Beyond the physical realm, the mental strain of synchronizing your body and using different levels of limb independence, dexterity, and intensity throughout a drum performance also leads to calories burned. Like chess players who can burn 6,000 calories in a competition, the mental aspects of drumming, especially in a performance environment, lead to an increased demand for energy from the brain.

Player Specific

That said, just because you are drumming doesn’t necessarily mean you’re burning through calories. For example, while the BBC reported in 2008 that playing the drums for a rock band requires the stamina of a Premier League footballer, these tests were performed on rock drummers under the pressure of live performances and beneath hot stage lights.

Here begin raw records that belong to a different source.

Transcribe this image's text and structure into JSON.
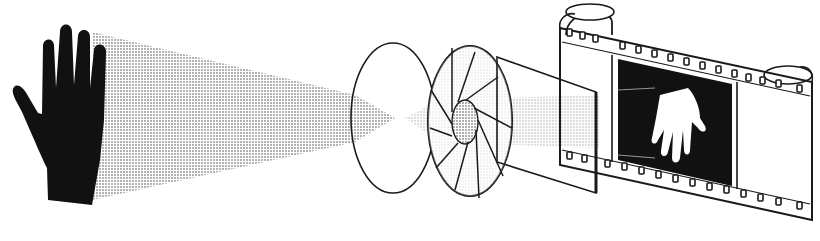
{
  "diagram": {
    "kind": "camera-imaging-process",
    "components": [
      {
        "id": "subject",
        "semantic": "hand-silhouette"
      },
      {
        "id": "light-cone",
        "semantic": "light-rays"
      },
      {
        "id": "lens",
        "semantic": "lens-disc"
      },
      {
        "id": "aperture",
        "semantic": "iris-diaphragm"
      },
      {
        "id": "shutter",
        "semantic": "shutter-plate"
      },
      {
        "id": "film",
        "semantic": "film-strip"
      },
      {
        "id": "image",
        "semantic": "inverted-negative-hand"
      }
    ],
    "colors": {
      "ink": "#1a1a1a",
      "paper": "#ffffff",
      "halftone": "#9a9a9a"
    }
  }
}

Mechanical efficiency, technique, and the body’s ability to adapt to unfamiliar movements will also affect your ability to burn calories behind the kit. The concept of “plateauing,” or becoming conditioned to perform at a certain intensity, occurs because the body has become more effective and efficient in dealing with the stressors of a particular activity. 

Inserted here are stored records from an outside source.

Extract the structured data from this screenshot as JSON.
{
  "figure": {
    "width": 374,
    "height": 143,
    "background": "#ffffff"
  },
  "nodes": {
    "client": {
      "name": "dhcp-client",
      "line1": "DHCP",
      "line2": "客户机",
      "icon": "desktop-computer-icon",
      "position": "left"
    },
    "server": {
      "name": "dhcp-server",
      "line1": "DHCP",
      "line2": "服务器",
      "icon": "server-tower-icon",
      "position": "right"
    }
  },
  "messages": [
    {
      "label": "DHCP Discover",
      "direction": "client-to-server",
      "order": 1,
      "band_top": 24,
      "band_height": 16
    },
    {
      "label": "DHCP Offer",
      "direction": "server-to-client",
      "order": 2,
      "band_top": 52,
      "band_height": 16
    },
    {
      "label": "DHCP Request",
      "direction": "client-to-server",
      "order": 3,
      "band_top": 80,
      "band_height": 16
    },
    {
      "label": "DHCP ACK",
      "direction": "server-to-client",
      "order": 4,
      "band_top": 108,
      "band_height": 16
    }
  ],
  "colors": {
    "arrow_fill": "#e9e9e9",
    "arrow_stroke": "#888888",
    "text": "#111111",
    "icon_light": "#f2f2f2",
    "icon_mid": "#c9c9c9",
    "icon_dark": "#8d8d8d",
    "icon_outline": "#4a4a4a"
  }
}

This term is often used in exercise science to describe athletes who stop seeing strength increases after 4-6 months of continuous training. The same can happen with drumming: the number of calories burned during a session will decrease as the session becomes less strenuous due to physical adaptations. 

Along with plateauing, a player’s technique can negatively affect caloric expenditure. The more comfortable you become with a certain intensity, the less exhausting it will be. 

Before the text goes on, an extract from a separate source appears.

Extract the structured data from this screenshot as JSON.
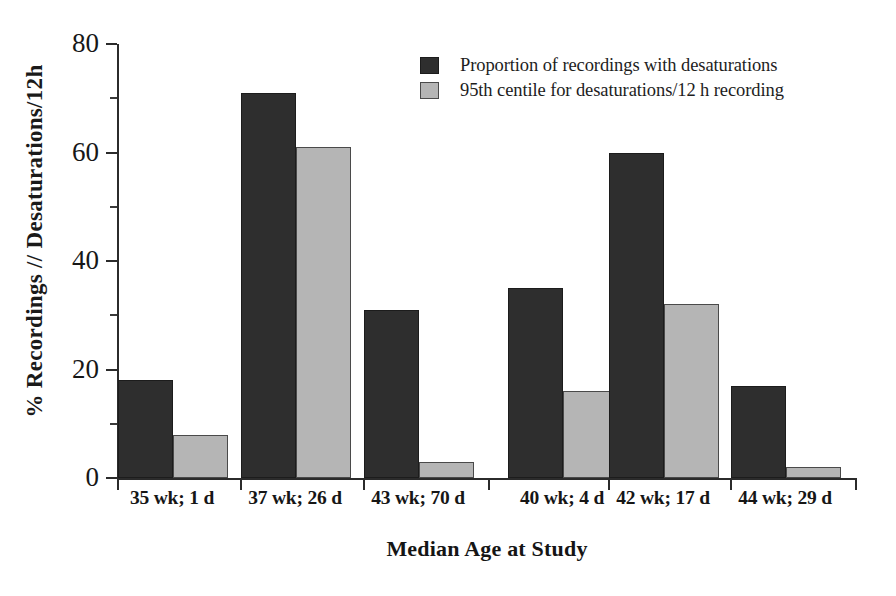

Further, the more your technique improves, the fewer calories you’ll burn executing the same parts. Similar patterns are found across exercise movements, where more experienced and technical players can move faster and for more extended periods than novice ones.

But before you start setting fire to your copies of Stick Control in the name of caloric expenditure, remember that just because you’re a skilled player doesn’t mean you can’t achieve the same caloric output a newbie would have. It just means you need to challenge yourself more to do so.  

The Big Picture

No matter how you approach it, drumming will always, first and foremost, be a form of creative expression. Whether using your sticks on a modern drumkit or your hands on traditional drums, drumming is a great way to channel your energy creatively. 

The cherry on top is that it can also be a great way to burn calories. When performed regularly, it can help you enhance your overall physical conditioning and strength and improve your endurance and cardiovascular health.

A healthy relationship with your drums is a healthy lifestyle supported by good mental health, physical health, a solid diet, and other factors. Knowing how many calories you can burn while drumming will help you plan a healthy and active lifestyle and inform a healthy diet. 

Remember, though, the number of calories burned while drumming is player-specific and will vary based on body weight, intensity, experience, technique, and the duration and context of your playing. 

You must continually challenge your body and mind to get results. So the more you practice, the more calories you can burn. It’s one more reason to love our instrument.